Graph coloring belongs to the hardest problems in NP in the sense that even approximating the correct answer is difficult.

The best known approximation algorithm computes a coloring of size at most within a factor O(n(\log n)^{-3}(\log\log n)^2) of the chromatic number.[10] For all \epsilon>0 it is NP-hard to approximate the chromatic number within n^{1-\epsilon} [11]

Computing the chromatic polynomial

Other algorithms are known, but all are exponential in the size of the graph. In general, computing the chromatic polynomial is #P-complete, so it is unlikely that a polynomial time algorithm for all graphs will be found.

Applications

The problem of coloring a graph has found a number of applications. Some of them are scheduling, register allocation in compilers, bandwidth allocation, and pattern matching.
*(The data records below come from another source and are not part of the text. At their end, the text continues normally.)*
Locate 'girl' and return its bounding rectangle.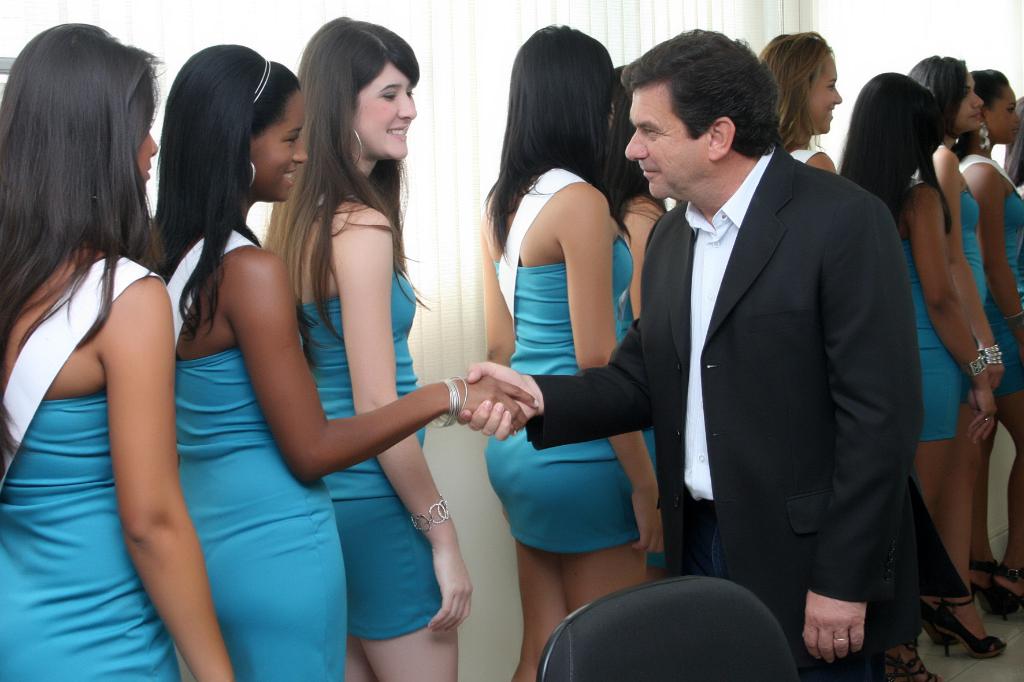
select_region(943, 74, 1023, 614).
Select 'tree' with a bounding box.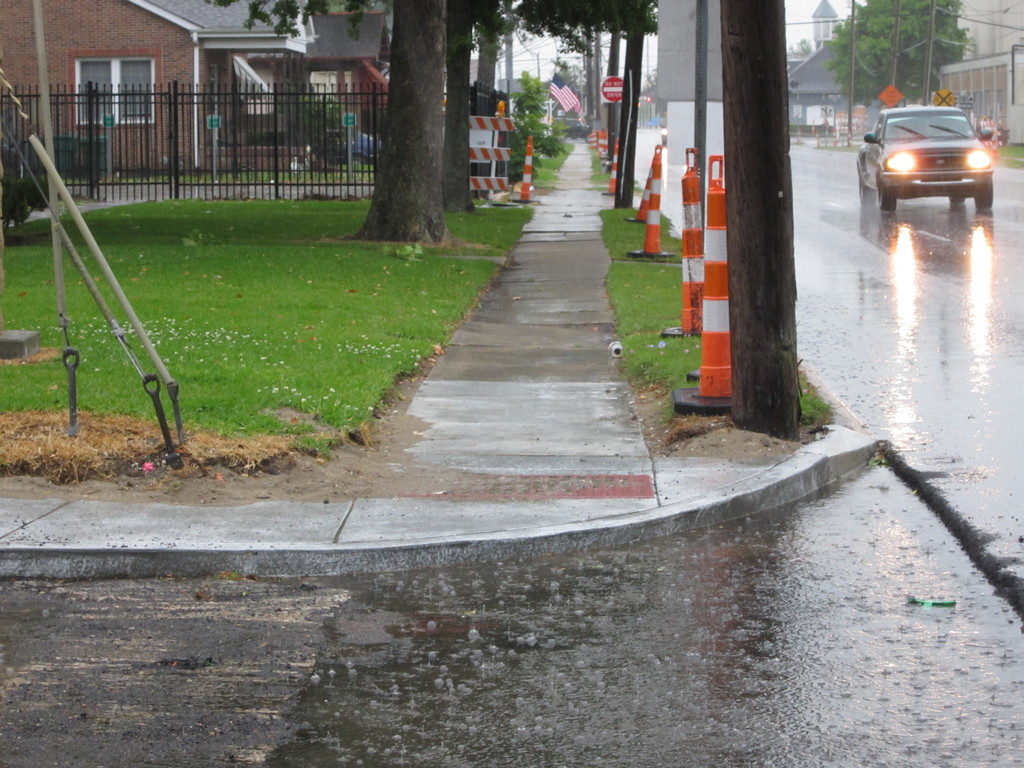
left=827, top=0, right=971, bottom=109.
The recreational puzzle Sudoku can be seen as completing a 9-coloring on given specific graph with 81 vertices.

References

  1. Jensen and Toft, p. 2
  2. Zykov, 1949
  3. Brooks, R. L. On Coloring the Nodes of a Network. Proc. Cambridge Philos. Soc. 37, 194-197, 1941.
  4. Stanley, 1973
  5. M. R. Garey, D. S. Johnson, and L. Stockmeyer. Some simplified NP-complete problems. Proceedings of the sixth annual ACM symposium on Theory of computing, p.47-63. 1974.
  6. H. S. Wilf, Algorithms and Complexity, Prentice–Hall, 1986.
  7. K. Sekine, H. Imai, S. Tani, Computing the Tutte polynomial of a graph of moderate size, Algorithms and Computation, 6th International Symposium (ISAAC ’95), Cairns, Australia, December 4–6, 1995, Lecture Notes in Computer Science 1004, Springer, 1995, pp. 224–233.
  8. D. J. A. Welsh and M. B. Powell (1967). "An upper bound for the chromatic number of a graph and its application to timetabling problems". The Computer Journal 10 (1): 85–86. doi:10.1093/comjnl/10.1.85. 
  9. Brèlaz, D., New methods to color the vertices of a graph, Communica- tions of the Assoc. of Comput. Machinery 22 (1979), 251-256.
  10. Halldórsson, M. M., 1993, A still better performance guarantee for approximate graph coloring, Inform. Process. Lett. 45, 19-23.
  11. D. Zuckerman. Linear degree extractors and the inapproximability of Max Clique and Chromatic Number. Theory of Computing, 3:103–128, 2007.